So I decided on three writers that I might be able to option their material and get some producer, or myself as producer, and then get some writer to do a screenplay on it, and maybe make a movie.

And so the three projects were “Do Androids Dream of Electric Sheep,” “Naked Lunch” and a collection of Bukowski. Which, in 1975, forget it — I mean, that was nuts. Hollywood would not touch any of that, but I was looking for something commercial, and I thought that all of these things were coming.

There would be no Blade Runner if there was no Ray Bradbury. I couldn’t find Philip K. Dick. His agent didn’t even know where he was. And so I gave up.

I was walking down the street and I ran into Bradbury — he directed a play that I was going to do as an actor, so we know each other, but he yelled “hi” — and I’d forgot who he was.

So at my girlfriend Barbara Hershey’s urging — I was with her at that moment — she said, “Talk to him! That guy really wants to talk to you,” and I said “No, fuck him,” and keep walking.

But then I did, and then I realized who it was, and I thought, “Wait, he’s in that realm, maybe he knows Philip K. Dick.” I said, “You know a guy named—” “Yeah, sure — you want his phone number?”

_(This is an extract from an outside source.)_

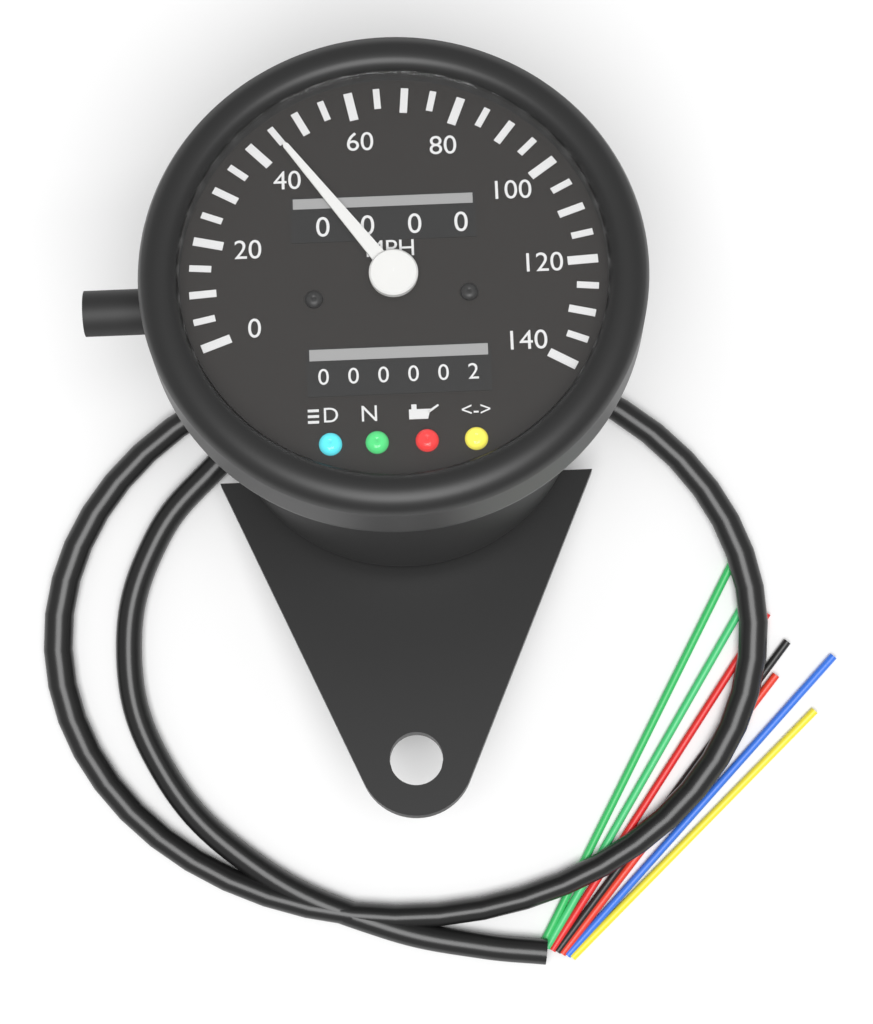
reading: 45 MPH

My friend paid my rent for a year while I wrote, because it turned out we couldn’t get a writer. My friends kept on me about, well, if you can’t get a writer, then you write.”
~ Hampton Fancher

“That was the most disappointing thing to me in how this thing was played. Is that I’m on the phone with you now, after all that’s been said, and the fundamental distinction between what James is dealing with in these other cases is not actually brought to the fore. The fundamental difference is that James Franco didn’t seek to use his position to have sex with anyone. There’s not a case of that. He wasn’t using his position or status to try to solicit a sexual favor from anyone. If he had — if that were what the accusation involved — the show would not have gone on. We would have folded up shop and we would have not completed the show. Because then it would have been the same as Harvey Weinstein, or Les Moonves, or any of these cases that are fundamental to this new paradigm. Did you not notice that? Why did you not notice that? Is that not something notable to say, journalistically? Because nobody could find the voice to say it. I’m not just being rhetorical. Why is it that you and the other critics, none of you could find the voice to say, “You know, it’s not this, it’s that”? Because — let me go on and speak further to this. If you go back to the L.A. Times piece, that’s what it lacked. That’s what they were not able to deliver. The one example in the five that involved an issue of a sexual act was between James and a woman he was dating, who he was not working with. There was no professional dynamic in any capacity.